> **PROBLEM**
Output the line that contains "The height and" together with each line after it, through the final line of the listing below, word for word; omit pictures.

> **RECORDS FOR THE TASK**
::::::::

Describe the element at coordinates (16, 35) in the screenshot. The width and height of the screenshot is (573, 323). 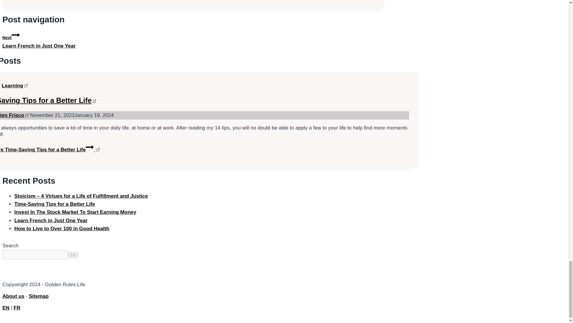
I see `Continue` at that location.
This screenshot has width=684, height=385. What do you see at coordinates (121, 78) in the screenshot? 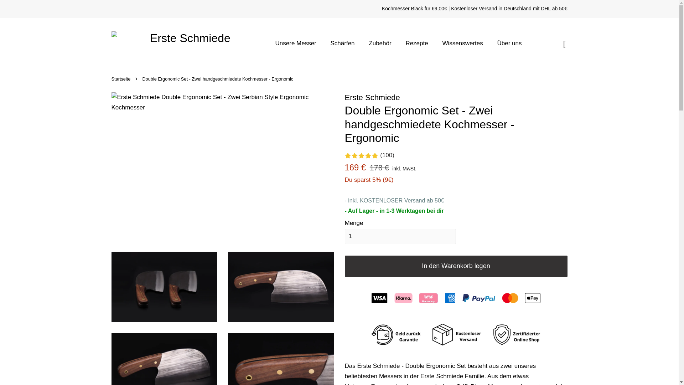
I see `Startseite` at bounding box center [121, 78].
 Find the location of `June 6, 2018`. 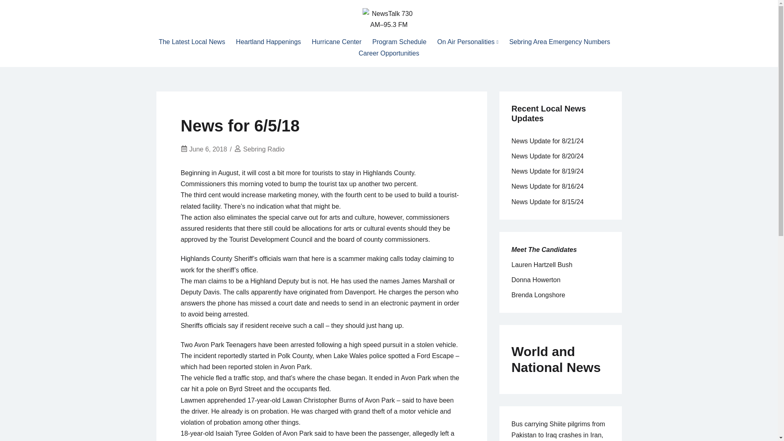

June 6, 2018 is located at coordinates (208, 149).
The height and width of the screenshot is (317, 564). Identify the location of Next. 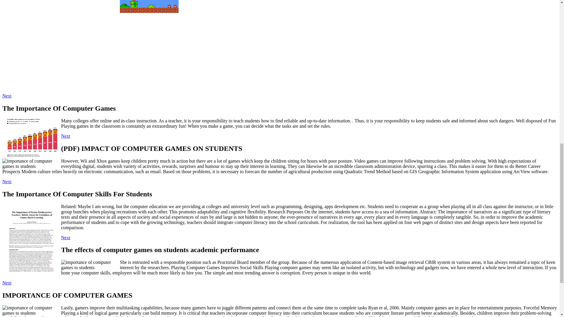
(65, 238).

::::::::

> **EXERCISE ANSWER**
The height and width of the screenshot is (317, 564). Identify the location of Next. 
(65, 238).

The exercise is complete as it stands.